I know it’s probably obvious to some but in an MVC framework: the API can be the view.
That’s the whole point of separating the code into layers: so you can have multiple implementations existing concurrently at the same layer.
For example you can have models talking to Postgres and models taking to Elasticsearch or Cassandra. Or as everyone knows you can have different controllers which all talk to the same models or use the same view for output.
And if you were to abstract beyond the framework level, MVC can apply to software written in totally different languages.
I consider my code to be high level MVC and it’s controllers in Elixir talking to Java model layers and outputting JSON views, HTML, or even Excel files.

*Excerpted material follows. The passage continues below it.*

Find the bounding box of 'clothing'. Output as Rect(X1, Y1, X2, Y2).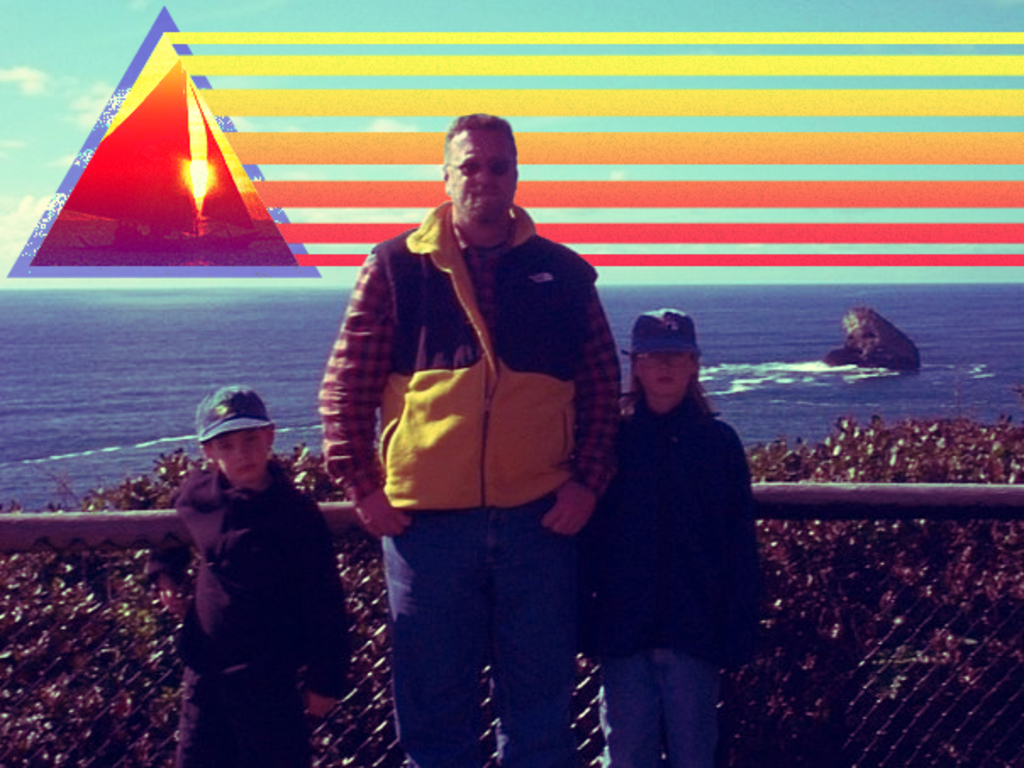
Rect(144, 458, 346, 765).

This is what I was thinking. Got Tornado plus a load of home grown code at my work. Compared to Django it's just so slow to develop on. There are so many well tested, documented features in Django, while we have some half arsed buggy implementation doing a poorer job.

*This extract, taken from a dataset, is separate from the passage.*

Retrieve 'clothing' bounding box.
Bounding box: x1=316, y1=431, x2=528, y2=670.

That’s the whole point of separating the code into layers: so you can have multiple implementations existing concurrently at the same layer.
For example you can have models talking to Postgres and models taking to Elasticsearch or Cassandra. Or as everyone knows you can have different controllers which all talk to the same models or use the same view for output.
And if you were to abstract beyond the framework level, MVC can apply to software written in totally different languages.
I consider my code to be high level MVC and it’s controllers in Elixir talking to Java model layers and outputting JSON views, HTML, or even Excel files.